Summary: As many as one in four patients who receive anesthesia may suffer accidental awareness during their procedure. Researchers have identified specific brain structures that may predict whether a person will experience accidental awareness under anesthesia. The findings will help identify patients who require higher than average doses of anesthesia.
Source: TCD
Brain structures which could predict an individual’s predisposition to accidental awareness under anaesthetic have been identified for the first time by neuroscientists in Trinity College Dublin.
The findings, just published in the journal Human Brain Mapping, could help identify individuals who may require higher than average doses of anaesthetic.
Although anaesthesia has been used in clinical medicine for over 150, scientists do not fully understand why its effect on people is so varied.

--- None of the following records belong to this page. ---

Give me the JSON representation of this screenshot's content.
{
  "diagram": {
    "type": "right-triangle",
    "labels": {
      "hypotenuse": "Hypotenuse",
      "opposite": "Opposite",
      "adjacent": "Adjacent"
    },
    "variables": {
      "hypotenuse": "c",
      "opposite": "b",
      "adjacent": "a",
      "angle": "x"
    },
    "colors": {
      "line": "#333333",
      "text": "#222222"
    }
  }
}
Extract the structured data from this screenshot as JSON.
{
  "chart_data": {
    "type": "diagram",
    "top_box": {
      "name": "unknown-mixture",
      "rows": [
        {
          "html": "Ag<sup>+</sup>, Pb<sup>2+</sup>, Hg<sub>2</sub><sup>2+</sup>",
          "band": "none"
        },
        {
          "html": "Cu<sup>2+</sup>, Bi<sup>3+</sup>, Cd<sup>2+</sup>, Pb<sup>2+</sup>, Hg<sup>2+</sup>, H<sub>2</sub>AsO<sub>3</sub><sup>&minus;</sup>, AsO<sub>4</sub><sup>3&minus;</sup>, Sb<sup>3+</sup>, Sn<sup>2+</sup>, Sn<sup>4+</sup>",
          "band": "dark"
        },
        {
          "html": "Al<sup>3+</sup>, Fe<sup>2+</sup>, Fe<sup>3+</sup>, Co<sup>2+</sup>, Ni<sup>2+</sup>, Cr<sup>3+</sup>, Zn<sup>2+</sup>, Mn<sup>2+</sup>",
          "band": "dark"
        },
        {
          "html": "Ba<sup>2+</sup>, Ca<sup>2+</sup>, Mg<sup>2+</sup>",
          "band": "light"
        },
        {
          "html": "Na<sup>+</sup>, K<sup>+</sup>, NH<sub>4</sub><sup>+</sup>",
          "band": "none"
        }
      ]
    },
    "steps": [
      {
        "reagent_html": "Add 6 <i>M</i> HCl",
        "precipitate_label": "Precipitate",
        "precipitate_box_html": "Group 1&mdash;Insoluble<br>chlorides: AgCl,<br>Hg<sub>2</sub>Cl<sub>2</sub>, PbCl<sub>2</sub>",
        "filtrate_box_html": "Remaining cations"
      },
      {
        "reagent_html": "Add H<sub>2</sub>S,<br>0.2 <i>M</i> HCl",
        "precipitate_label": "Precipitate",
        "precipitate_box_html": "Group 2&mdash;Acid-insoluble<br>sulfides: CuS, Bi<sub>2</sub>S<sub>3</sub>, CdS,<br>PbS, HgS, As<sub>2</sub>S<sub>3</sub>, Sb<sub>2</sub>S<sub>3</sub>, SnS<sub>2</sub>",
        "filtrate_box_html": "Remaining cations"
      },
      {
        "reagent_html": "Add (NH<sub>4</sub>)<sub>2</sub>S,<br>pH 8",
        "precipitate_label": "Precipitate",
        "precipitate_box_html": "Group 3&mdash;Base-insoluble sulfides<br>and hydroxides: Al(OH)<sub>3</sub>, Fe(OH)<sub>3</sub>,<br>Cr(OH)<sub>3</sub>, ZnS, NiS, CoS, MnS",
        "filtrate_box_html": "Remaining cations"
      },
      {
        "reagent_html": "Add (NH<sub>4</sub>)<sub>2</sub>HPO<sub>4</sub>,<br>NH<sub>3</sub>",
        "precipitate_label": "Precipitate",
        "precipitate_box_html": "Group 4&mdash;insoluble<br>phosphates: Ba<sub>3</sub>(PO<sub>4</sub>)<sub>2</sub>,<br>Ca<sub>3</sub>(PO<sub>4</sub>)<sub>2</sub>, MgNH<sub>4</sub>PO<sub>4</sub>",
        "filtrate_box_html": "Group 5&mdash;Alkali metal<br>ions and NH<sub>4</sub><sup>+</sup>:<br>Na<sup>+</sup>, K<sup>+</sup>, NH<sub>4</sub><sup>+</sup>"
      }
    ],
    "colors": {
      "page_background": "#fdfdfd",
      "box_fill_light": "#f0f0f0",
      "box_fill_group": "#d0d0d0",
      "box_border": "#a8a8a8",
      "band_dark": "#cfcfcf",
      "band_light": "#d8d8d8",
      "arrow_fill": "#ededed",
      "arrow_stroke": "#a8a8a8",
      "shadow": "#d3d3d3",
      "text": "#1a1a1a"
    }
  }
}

One in four patients presumed to be unconscious during general anaesthesia may in fact have subjective experiences, such as dreaming, and in very rare cases (0.05–0.2%) individuals become accidentally aware during a medical procedure.
The research found that one in three participants were unaffected by moderate propofol sedation in their response times, thus thwarting a key aim of anaesthesia—the suppression of behavioural responsiveness.

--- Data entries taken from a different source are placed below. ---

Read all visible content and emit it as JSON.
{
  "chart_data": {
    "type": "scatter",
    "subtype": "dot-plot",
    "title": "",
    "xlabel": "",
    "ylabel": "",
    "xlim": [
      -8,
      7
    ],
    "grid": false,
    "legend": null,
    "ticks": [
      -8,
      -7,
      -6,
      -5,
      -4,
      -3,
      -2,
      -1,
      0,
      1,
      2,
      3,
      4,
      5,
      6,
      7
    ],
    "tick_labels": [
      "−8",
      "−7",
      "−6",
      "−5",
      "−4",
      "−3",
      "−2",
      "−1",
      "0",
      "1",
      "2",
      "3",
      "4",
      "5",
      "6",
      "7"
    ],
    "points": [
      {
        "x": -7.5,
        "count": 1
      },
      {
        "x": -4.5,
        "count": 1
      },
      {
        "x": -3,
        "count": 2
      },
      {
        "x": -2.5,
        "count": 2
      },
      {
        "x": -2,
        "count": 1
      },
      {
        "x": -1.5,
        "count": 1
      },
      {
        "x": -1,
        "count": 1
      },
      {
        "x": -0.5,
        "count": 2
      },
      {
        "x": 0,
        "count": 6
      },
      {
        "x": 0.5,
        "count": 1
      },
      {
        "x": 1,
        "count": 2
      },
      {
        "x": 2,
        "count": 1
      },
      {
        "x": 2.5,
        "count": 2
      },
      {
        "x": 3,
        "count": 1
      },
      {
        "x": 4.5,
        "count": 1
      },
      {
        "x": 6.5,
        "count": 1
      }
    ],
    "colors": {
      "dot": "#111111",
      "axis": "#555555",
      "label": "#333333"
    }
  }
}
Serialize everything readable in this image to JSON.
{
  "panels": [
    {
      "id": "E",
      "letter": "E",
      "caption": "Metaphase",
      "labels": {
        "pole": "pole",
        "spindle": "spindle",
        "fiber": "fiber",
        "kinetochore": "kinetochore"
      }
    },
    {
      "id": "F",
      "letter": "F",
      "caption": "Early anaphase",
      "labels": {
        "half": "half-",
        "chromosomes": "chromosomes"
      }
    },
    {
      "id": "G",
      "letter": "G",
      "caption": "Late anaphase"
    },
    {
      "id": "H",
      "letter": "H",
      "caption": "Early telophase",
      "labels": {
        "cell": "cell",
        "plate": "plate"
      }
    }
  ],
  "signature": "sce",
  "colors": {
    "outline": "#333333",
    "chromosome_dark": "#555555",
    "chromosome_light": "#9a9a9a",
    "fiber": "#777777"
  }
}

The research also showed, for the first time, that the participants who were resistant to anaesthesia had fundamental differences in the function and structures of the fronto-parietal regions of the brain to those who remained fully unconscious. Crucially, these brain differences could be predicted prior to sedation.
Lorina Naci, Associate Professor of Psychology, Trinity who lead the research said:
“The detection of a person’s responsiveness to anaesthesia prior to sedation has important implications for patient safety and wellbeing. Our results highlight new markers for improving the monitoring of awareness during clinical anaesthesia. Although rare, accidental awareness during an operation can be very traumatic and lead to negative long-term health outcomes, such as post-traumatic stress disorder, as well as clinical depression or phobias.”
“Our results suggest that individuals with larger grey matter volume in the frontal regions and stronger functional connectivity within fronto-parietal brain networks, may require higher doses of propofol to become nonresponsive compared to individuals with weaker connectivity and smaller grey matter volume in these regions.”
The research, conducted in Ireland and Canada, investigated 17 healthy individuals who were sedated with propofol, the most common clinical anaesthetic agent. The participants’ response time to detect a simple sound was measured when they were awake and as they became sedated. Brain activity of 25 participants as they listened to a simple story in both states was also measured.
About this neuroscience research news
Author: Fiona Tyrrell
Source: TCD
Contact: Fiona Tyrrell – TCD
Image: The image is in the public domain
Original Research: Open access.
“Responsiveness variability during anaesthesia relates to inherent differences in brain structure and function of the fronto-parietal networks” by Naci L et al. Human Brain Mapping
Abstract
Responsiveness variability during anaesthesia relates to inherent differences in brain structure and function of the fronto-parietal networks
Anaesthesia combined with functional neuroimaging provides a powerful approach for understanding the brain mechanisms of consciousness. Although propofol is used ubiquitously in clinical interventions that reversibly suppress consciousness, it shows large inter-individual variability, and the brain bases of this variability remain poorly understood.
We asked whether three networks key to conscious cognition—the dorsal attention (DAN), executive control (ECN), and default mode (DMN)—underlie responsiveness variability under anaesthesia. Healthy participants (N = 17) were moderately anaesthetized during narrative understanding and resting-state conditions inside the Magnetic Resonance Imaging scanner. A target detection task measured behavioural responsiveness.
An independent behavioural study (N = 25) qualified the attention demands of narrative understanding. Then, 30% of participants were unaffected in their response times, thus thwarting a key aim of anaesthesia—the suppression of behavioural responsiveness. Individuals with stronger functional connectivity within the DAN and ECN, between them, and to the DMN, and with larger grey matter volume in frontal regions were more resilient to anaesthesia.
For the first time, we show that responsiveness variability during propofol anaesthesia relates to inherent differences in brain structure and function of the frontoparietal networks, which can be predicted prior to sedation.
Results highlight novel markers for improving awareness monitoring during clinical anaesthesia.